_DESCRIPTION OF THE TASK_: Each line below from the one containing "Find the location" through the one containing "In order to" is to be given again exactly, and no line outside that span.

_DATA TO PROCESS_:
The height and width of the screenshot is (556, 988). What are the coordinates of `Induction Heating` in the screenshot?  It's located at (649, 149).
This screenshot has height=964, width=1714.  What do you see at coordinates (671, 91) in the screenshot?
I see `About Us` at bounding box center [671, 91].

* * *

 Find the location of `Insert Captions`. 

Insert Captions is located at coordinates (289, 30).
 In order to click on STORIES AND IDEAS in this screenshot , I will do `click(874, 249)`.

_WRITTEN ANSWER_:
 Find the location of `Insert Captions`. 

Insert Captions is located at coordinates (289, 30).
 In order to click on STORIES AND IDEAS in this screenshot , I will do `click(874, 249)`.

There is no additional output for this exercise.